Hugh Blair

Image of Hugh Blair
Exercise is the chief source of improvement in our faculties.
- Hugh Blair
Collection: Fitness
Image of Hugh Blair
Only mediocrity of enjoyment is allowed to man.
- Hugh Blair
Image of Hugh Blair
The great standard of literature as to purity and exactness of style is the Bible.
- Hugh Blair
Image of Hugh Blair
What ever purifies the heart also fortifies it.
- Hugh Blair
Image of Hugh Blair
Gentleness corrects whatever is offensive in our manner.
- Hugh Blair
Image of Hugh Blair
Worry not about the possible troubles of the future; for if they come, you are but anticipating and adding to their weight; and if they do not come, your worry is useless; and in either case it is weak and in vain, and a distrust of God's providence.
- Hugh Blair
Collection: Worry
Image of Hugh Blair
It is pride which fills the world with so much harshness and severity. We are rigorous to offenses as if we had never offended.
- Hugh Blair
Collection: Pride
Image of Hugh Blair
To exult over the miseries of an unhappy creature is inhuman.
- Hugh Blair
Collection: Unhappy
Image of Hugh Blair
Taste consists in the power of judging; genius in the power of executing.
- Hugh Blair
Collection: Judging
Image of Hugh Blair
Fretfulness of temper will generally characterize those who are negligent of order.
- Hugh Blair
Collection: Order
Image of Hugh Blair
The spirit of true religion breathes gentleness and affability; it gives a native, unaffected ease to the behavior; it is social, kind, cheerful; far removed from the cloudy and illiberal disposition which clouds the brow, sharpens the temper, and dejects the spirit.
- Hugh Blair
Collection: Clouds
Image of Hugh Blair
Those who are learning to compose and arrange their sentences with accuracy and order are learning, at the same time, to think with accuracy and order.
- Hugh Blair
Collection: Thinking
Image of Hugh Blair
Compassion is an emotion of which we ought never to be ashamed. Graceful, particularly in youth, is the tear of sympathy, and the heart that melts at the tale of woe. We should not permit ease and indulgence to contract our affections, and wrap us up in a selfish enjoyment; but we should accustom ourselves to think of the distresses of human, life, of the solitary cottage; the dying parent, and the weeping orphan. Nor ought we ever to sport with pain and distress in any of our amusements, or treat even the meanest insect with wanton cruelty.
- Hugh Blair
Collection: Sports
Image of Hugh Blair
True gentleness is founded on a sense of what we owe to him who made us and to the common nature which we all share. It arises from reflection on our own failings and wants, and from just views of the condition and duty of man. It is native feeling heightened and improved by principle.
- Hugh Blair
Collection: Reflection
Image of Hugh Blair
Human ability is an unequal match for the violent and unforeseen vicissitudes of the world.
- Hugh Blair
Collection: World
Image of Hugh Blair
Nothing leads more directly to the breach of charity, and to the injury and molestation of our fellow-creatures, than the indulgence of an ill temper.
- Hugh Blair
Collection: Charity
Image of Hugh Blair
Nothing, except what flows from the heart, can render even external manners truly pleasing.
- Hugh Blair
Collection: Heart
Image of Hugh Blair
In the eye of that Supreme Being to whom our whole internal frame is uncovered, dispositions hold the place of actions.
- Hugh Blair
Collection: Motivation
Image of Hugh Blair
As the primary end of History is to record truth, impartiality, fidelity and accuracy are the fundamental qualities of an Historian.
- Hugh Blair
Collection: History
Image of Hugh Blair
We ought never to sport with pain and distress in any of our amusements, or treat even the meanest insect with wanton cruelty.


Task to complete:
An exact copy is needed of the lines in the entries below from the line with "Find the bounding" up to and including the line with "Where is *woman*? Use bbox(X1, Y1, X2, Y2).", and of nothing else. Leave the pictures out.
---------- Records provided ----------
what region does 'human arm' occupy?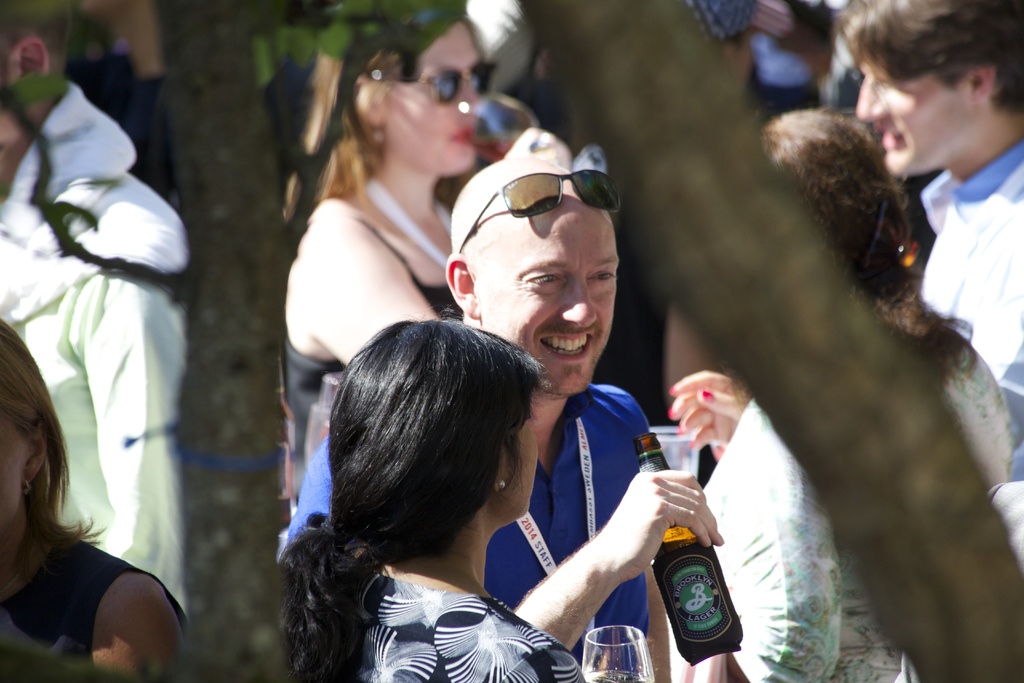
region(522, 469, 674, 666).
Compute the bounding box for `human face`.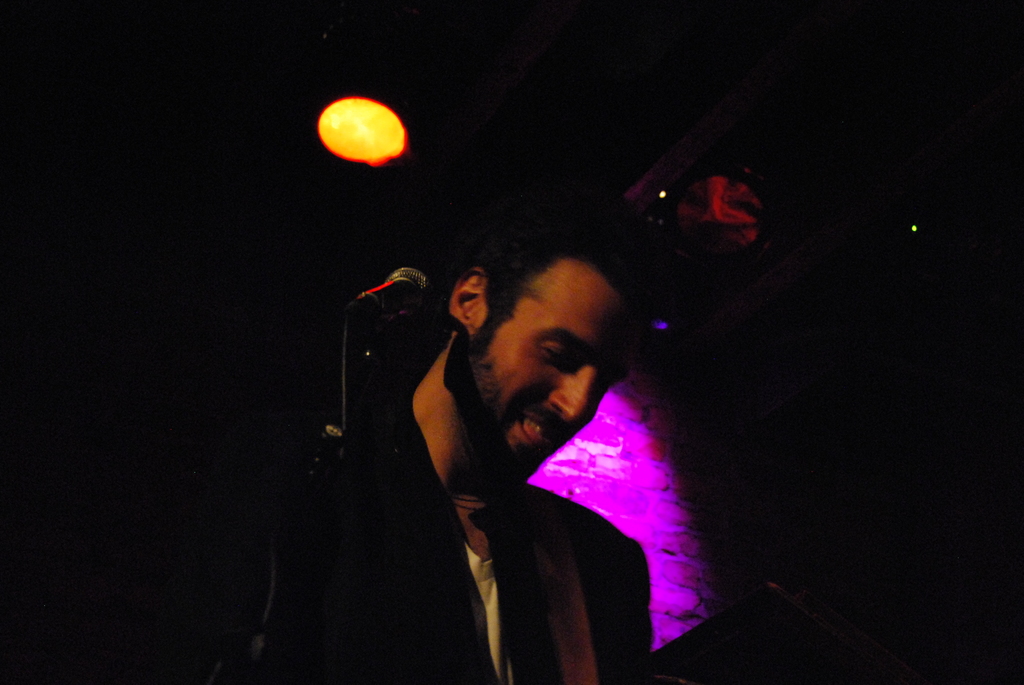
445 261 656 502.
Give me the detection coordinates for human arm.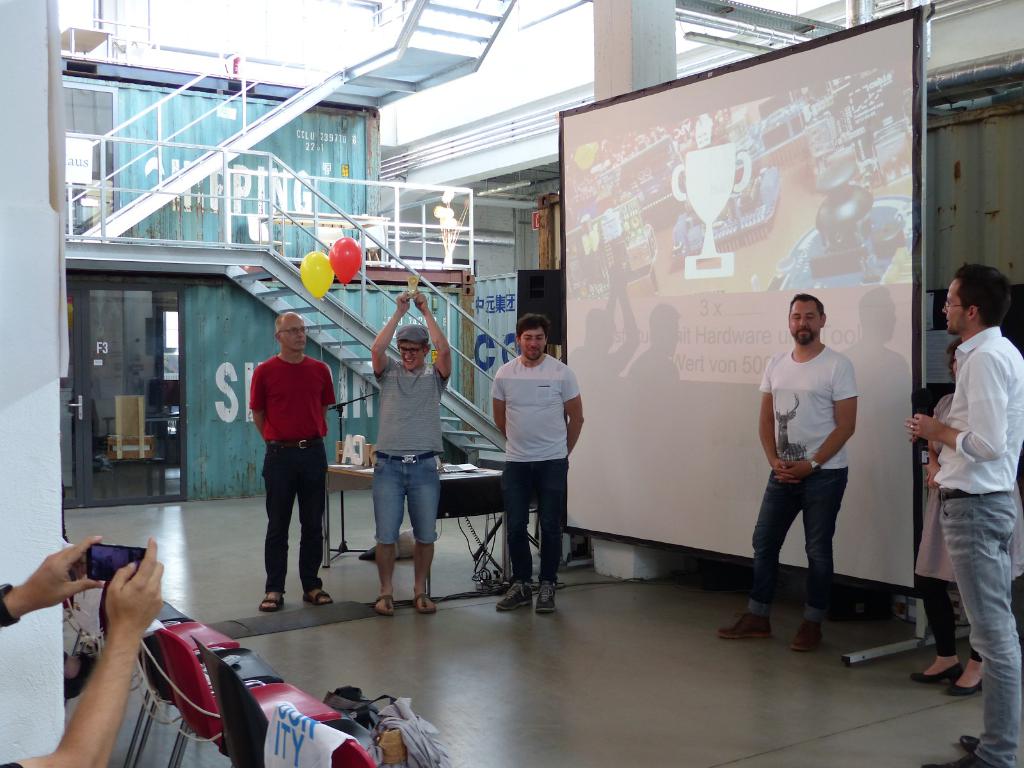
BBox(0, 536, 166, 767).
----------
---------- Records provided ----------
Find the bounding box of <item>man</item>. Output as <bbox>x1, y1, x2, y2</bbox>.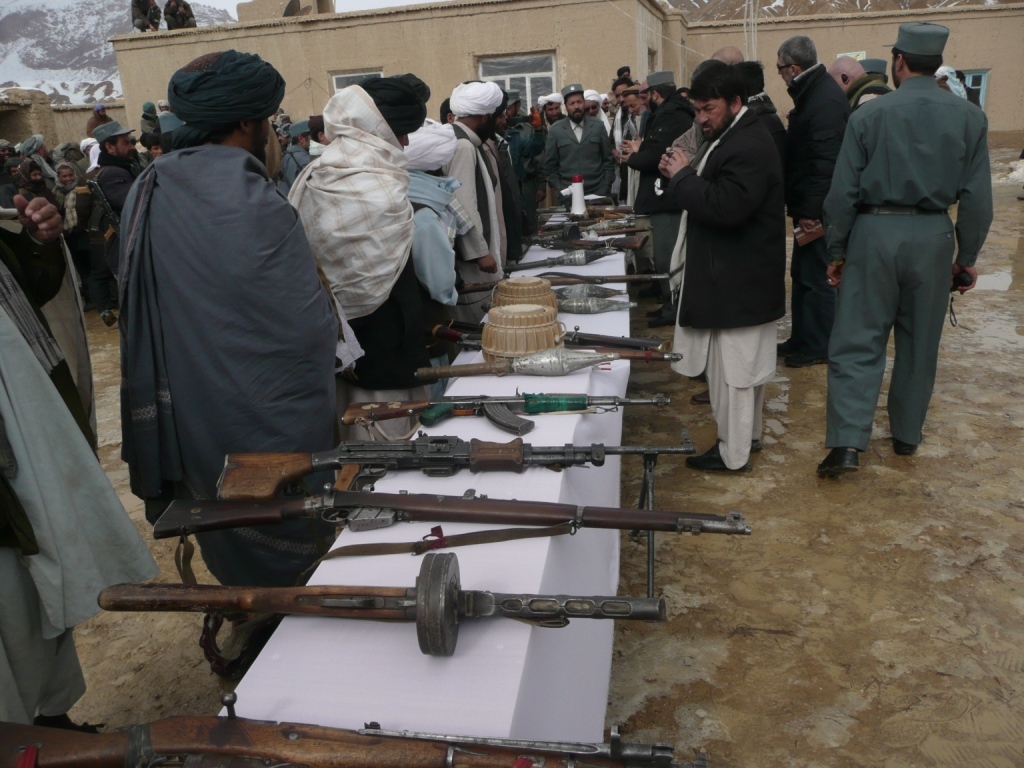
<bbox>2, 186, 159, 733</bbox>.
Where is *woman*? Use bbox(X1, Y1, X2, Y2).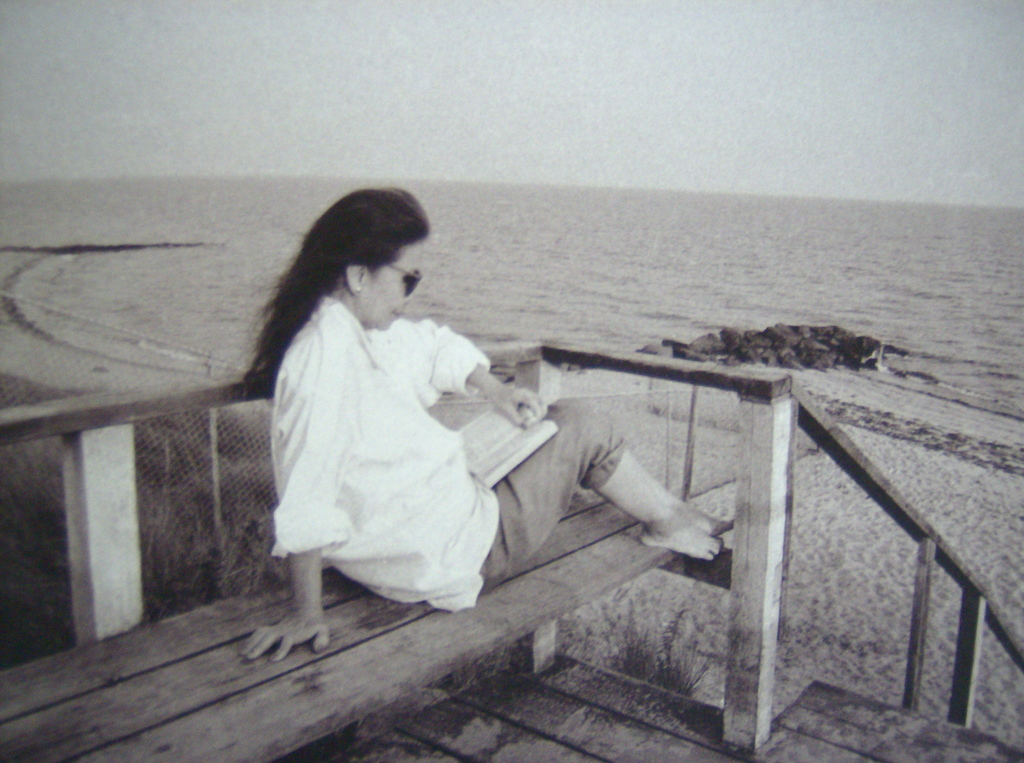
----------
Reply:
Find the bounding box of <item>man</item>. Output as <bbox>x1, y1, x2, y2</bbox>.
<bbox>2, 186, 159, 733</bbox>.
Where is *woman*? Use bbox(X1, Y1, X2, Y2).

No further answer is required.